Rep. Alexandria Ocasio-Cortez just delivered her most inflammatory attack yet on Israeli military operations, telling a Munich crowd that U.S. aid to Israel has enabled “genocide” in Gaza. The timing couldn’t be more tone-deaf — she made these explosive claims in the very German city where Hitler’s Nazi movement took root, sparking immediate backlash from foreign policy experts who are calling her comments dangerously misinformed.

Speaking at the Munich Security Conference, AOC doubled down on her hardline stance by invoking the Leahy Laws, which prohibit funding foreign forces credibly accused of human rights violations. “I think it enable a genocide in Gaza,” she declared, adding that thousands of deaths were “completely avoidable.” But military historians aren’t buying her narrative for a second.

Danny Orbach from Hebrew University delivered a withering fact-check, pointing out that Israel took “unprecedented measures to mitigate civilian harm” — including establishing safe zones that were six times safer than other Gaza areas. The evidence, he says, shows exactly the opposite of genocide. International affairs expert Tom Gross went even further, slamming AOC’s “shocking ignorance” and arguing her comments fuel modern antisemitic incitement globally.

The controversy deepened when AOC fumbled basic questions about her own political future and current foreign policy challenges. When pressed about presidential ambitions, she gave evasive non-answers. Asked to name Trump’s biggest foreign policy shift, she delivered a rambling word salad that revealed her struggle with substantive policy analysis.

This Munich meltdown signals a critical moment for the progressive movement’s foreign policy credibility. As AOC continues making headline-grabbing accusations without backing them up with solid evidence, she’s positioning herself as either a future presidential contender or a cautionary tale about the dangers of ideology over expertise.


> **WORK INSTRUCTIONS**
An exact copy of all the lines below is required, with every image left out.

RECORD EXCERPTS Start Marker

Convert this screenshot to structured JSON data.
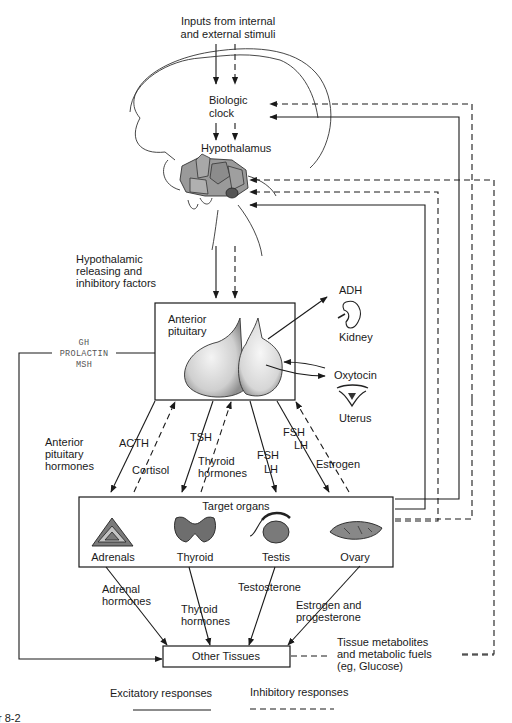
{
  "labels": {
    "inputs_line1": "Inputs from internal",
    "inputs_line2": "and external stimuli",
    "biologic_clock_1": "Biologic",
    "biologic_clock_2": "clock",
    "hypothalamus": "Hypothalamus",
    "releasing_1": "Hypothalamic",
    "releasing_2": "releasing and",
    "releasing_3": "inhibitory factors",
    "anterior_pituitary_1": "Anterior",
    "anterior_pituitary_2": "pituitary",
    "adh": "ADH",
    "kidney": "Kidney",
    "oxytocin": "Oxytocin",
    "uterus": "Uterus",
    "gh": "GH",
    "prolactin": "PROLACTIN",
    "msh": "MSH",
    "ant_pit_hormones_1": "Anterior",
    "ant_pit_hormones_2": "pituitary",
    "ant_pit_hormones_3": "hormones",
    "acth": "ACTH",
    "cortisol": "Cortisol",
    "tsh": "TSH",
    "thyroid_hormones_1": "Thyroid",
    "thyroid_hormones_2": "hormones",
    "fsh_mid": "FSH",
    "lh_mid": "LH",
    "fsh_right": "FSH",
    "lh_right": "LH",
    "estrogen": "Estrogen",
    "target_organs": "Target organs",
    "adrenals": "Adrenals",
    "thyroid": "Thyroid",
    "testis": "Testis",
    "ovary": "Ovary",
    "adrenal_hormones_1": "Adrenal",
    "adrenal_hormones_2": "hormones",
    "thyroid_out_1": "Thyroid",
    "thyroid_out_2": "hormones",
    "testosterone": "Testosterone",
    "estrogen_prog_1": "Estrogen and",
    "estrogen_prog_2": "progesterone",
    "other_tissues": "Other Tissues",
    "metabolites_1": "Tissue metabolites",
    "metabolites_2": "and metabolic fuels",
    "metabolites_3": "(eg, Glucose)",
    "figure_caption_fragment": "r 8-2"
  },
  "legend": {
    "excitatory": "Excitatory responses",
    "inhibitory": "Inhibitory responses"
  },
  "colors": {
    "line": "#1a1a1a",
    "hypothalamus_fill": "#9a9a9a",
    "organ_fill": "#6e6e6e",
    "mono_text": "#555555"
  }
}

RECORD EXCERPTS End Marker

> **TASK ANSWER**
Convert this screenshot to structured JSON data.
{
  "labels": {
    "inputs_line1": "Inputs from internal",
    "inputs_line2": "and external stimuli",
    "biologic_clock_1": "Biologic",
    "biologic_clock_2": "clock",
    "hypothalamus": "Hypothalamus",
    "releasing_1": "Hypothalamic",
    "releasing_2": "releasing and",
    "releasing_3": "inhibitory factors",
    "anterior_pituitary_1": "Anterior",
    "anterior_pituitary_2": "pituitary",
    "adh": "ADH",
    "kidney": "Kidney",
    "oxytocin": "Oxytocin",
    "uterus": "Uterus",
    "gh": "GH",
    "prolactin": "PROLACTIN",
    "msh": "MSH",
    "ant_pit_hormones_1": "Anterior",
    "ant_pit_hormones_2": "pituitary",
    "ant_pit_hormones_3": "hormones",
    "acth": "ACTH",
    "cortisol": "Cortisol",
    "tsh": "TSH",
    "thyroid_hormones_1": "Thyroid",
    "thyroid_hormones_2": "hormones",
    "fsh_mid": "FSH",
    "lh_mid": "LH",
    "fsh_right": "FSH",
    "lh_right": "LH",
    "estrogen": "Estrogen",
    "target_organs": "Target organs",
    "adrenals": "Adrenals",
    "thyroid": "Thyroid",
    "testis": "Testis",
    "ovary": "Ovary",
    "adrenal_hormones_1": "Adrenal",
    "adrenal_hormones_2": "hormones",
    "thyroid_out_1": "Thyroid",
    "thyroid_out_2": "hormones",
    "testosterone": "Testosterone",
    "estrogen_prog_1": "Estrogen and",
    "estrogen_prog_2": "progesterone",
    "other_tissues": "Other Tissues",
    "metabolites_1": "Tissue metabolites",
    "metabolites_2": "and metabolic fuels",
    "metabolites_3": "(eg, Glucose)",
    "figure_caption_fragment": "r 8-2"
  },
  "legend": {
    "excitatory": "Excitatory responses",
    "inhibitory": "Inhibitory responses"
  },
  "colors": {
    "line": "#1a1a1a",
    "hypothalamus_fill": "#9a9a9a",
    "organ_fill": "#6e6e6e",
    "mono_text": "#555555"
  }
}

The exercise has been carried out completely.